The March 15th Mirage: Why My Ride is Staying in Professional Purgatory

The law says we can ride, but Montreal’s icy reality says otherwise.

It’s been two weeks since I last shared a thought here. Sometimes, the “side hustle” demands a level of focus that leaves the creative tank on empty, and the weekly rhythm has to take a backseat. But as the calendar flips toward mid-March, my mind, and my nerves, are shifting back to the road.

Specifically, I’m thinking about a vast, temperature-controlled warehouse on the outskirts of the city. My NIU NQi GTS is currently sitting there, one of hundreds of scooters and motorcycles in a sea of chrome and plastic, waiting for the “go” signal from a season that seems determined to overstay its welcome.

n Quebec, March 15th is the date every rider circles in red. It’s a legal milestone; the day provincial law finally allows us to remove our winter tires and return to the pavement. For those of us who don’t have the luxury of a private garage, it’s also the day we start eyeing our “storage contracts.”

But as any Montrealer knows, the law and the land are currently having a very heated argument.

My ride isn’t tucked away in a cozy corner of my home. It’s currently in professional storage: a massive warehouse where it’s spent the last few months surrounded by hundreds of other machines. There is something uniquely frustrating about knowing your bike is “ready,” yet it’s physically locked away in a facility that requires a scheduled appointment for liberation.

I started doing the mental math last week: If the sun stays out and the temperature holds, maybe I can book my pickup for the 15th. But the forecast had other plans. While we’re seeing a brief warm-up that’s turning the city into a gray, slushy mess, a sudden temperature drop and a significant snow dump are predicted right as the legal window opens. It’s a cruel twist for a winter that started early in November and refuses to admit it’s lost the battle.

For those outside of Montreal, the “spring melt” sounds like a relief. For us, it’s the most dangerous time of the year.

The City of Montreal famously moved away from using salt years ago. While that’s great for the environment and the longevity of our frames, it changes the geometry of the ride. Instead of salt-melted asphalt, we deal with thick layers of small gravel — crushed stone spread to provide traction for cars, but which acts like ball bearings under a two-wheeled tire.

Worse yet, without salt, the “ice patches” don’t disappear; they just hide under the gravel or in the long shadows of the Plateau’s alleyways. Whether you’re on a silent electric motor or a high-compression V-twin, that ice doesn’t care about your engine type. It only cares about gravity.

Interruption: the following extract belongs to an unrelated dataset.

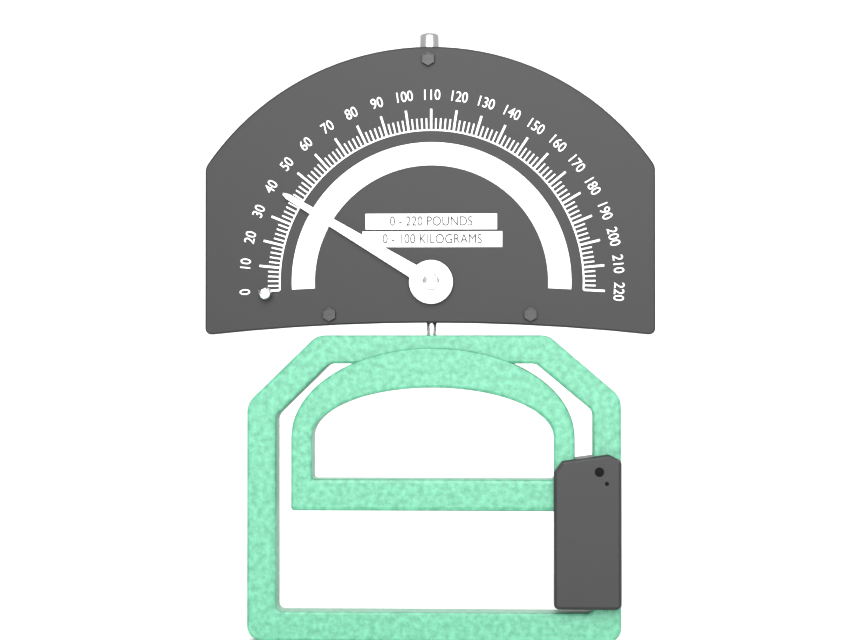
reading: 40 lb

While I ride electric, I know my fueled-up brothers and sisters are feeling the exact same itch. Whether you’re waiting for a battery to reach its optimal operating temperature or waiting for a cold-blooded engine to finally catch and idle without the choke, the frustration is universal.

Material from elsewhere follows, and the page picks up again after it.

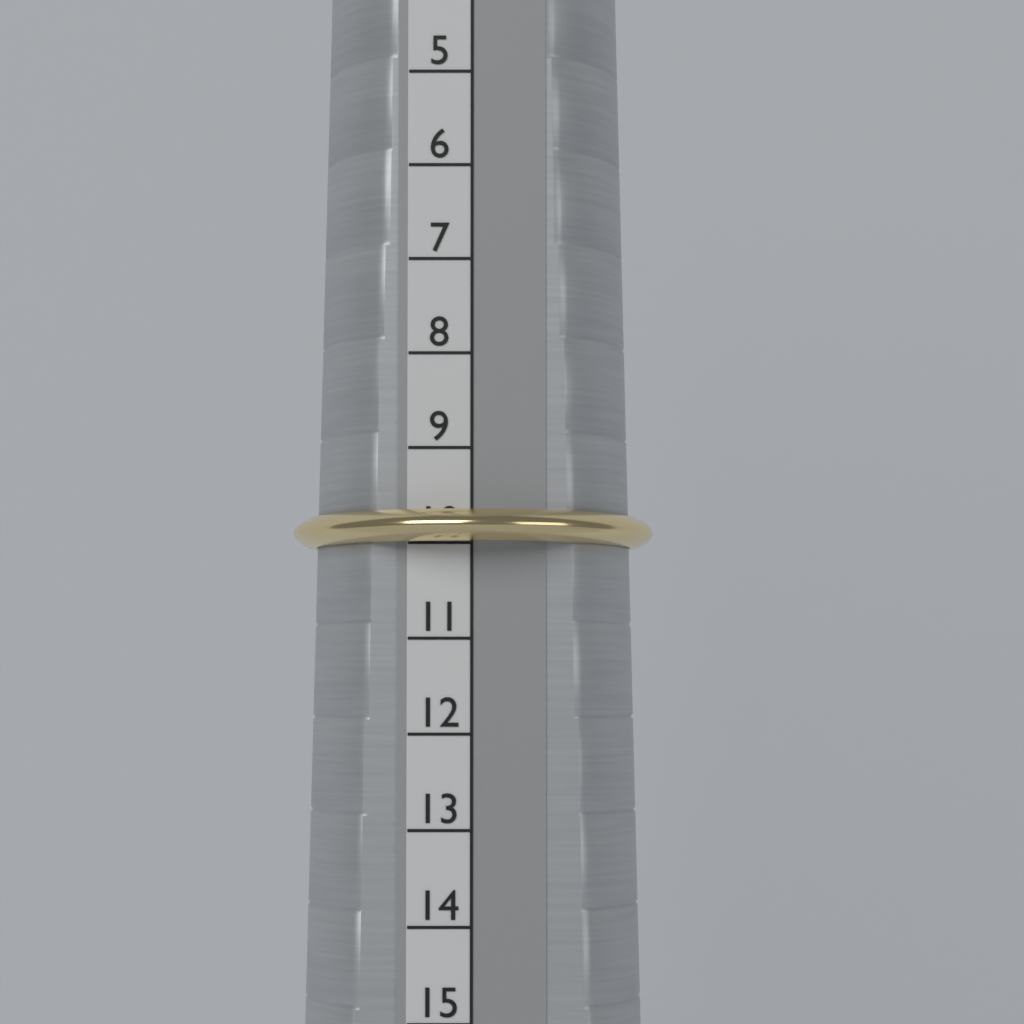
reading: 10 (no unit)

We are all looking at the same gray sky. We are all worrying about the same “final” snow dump that will inevitably cover the gravel and turn the streets back into a skating rink. For the gas rider, the concern might be the fickle nature of a bike that’s been sitting for five months; for me, it’s the efficiency of the cells in sub-zero winds. But for both of us, the real enemy is the lack of “clean” pavement.

Riding in Montreal on March 15th is often a test of ego over intellect. We want to be the first ones out. We want to hear the echo of our passage through the downtown canyons. But the Introspective Minimalist in me knows that there is no glory in a low-side slide on a patch of hidden ice just because I couldn’t wait another week.

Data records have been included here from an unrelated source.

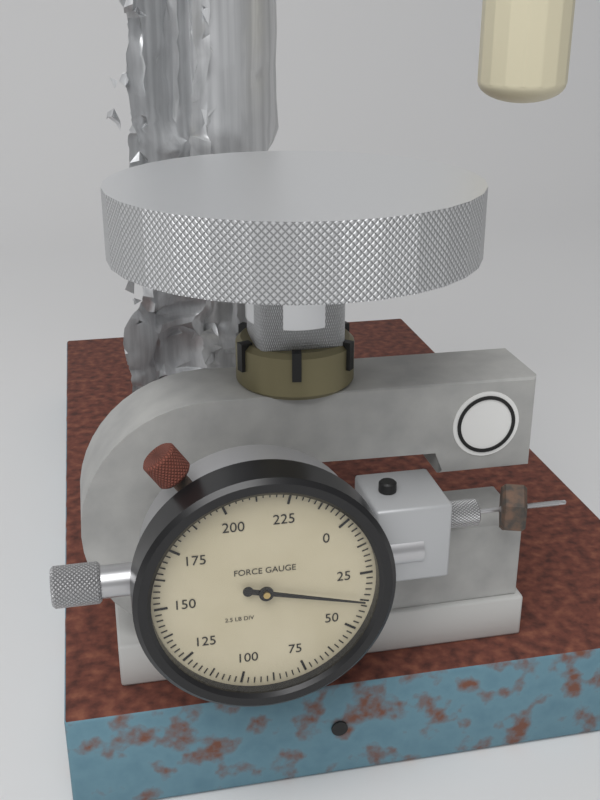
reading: 37.5 lb
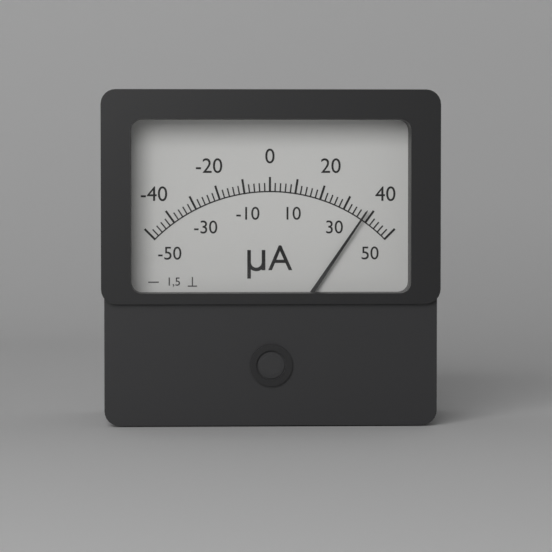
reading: 38 µA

The NIU stays in the warehouse. For now, I’m waiting for the “Great Wash” — that first heavy, warm spring rain that finally clears the gravel and the grime from the lanes.

It’s been a long winter since early November. We’ve done the time. But as we approach the 15th, I’m choosing to wait for the road to be ready, not just the law. The sea of bikes in that warehouse will eventually part, and when it does, I want the first ride to be a celebration, not a survival exercise.

Are you braving the 15th? Or are you like me, watching the gravel and the thermometer, waiting for a real sign of Spring?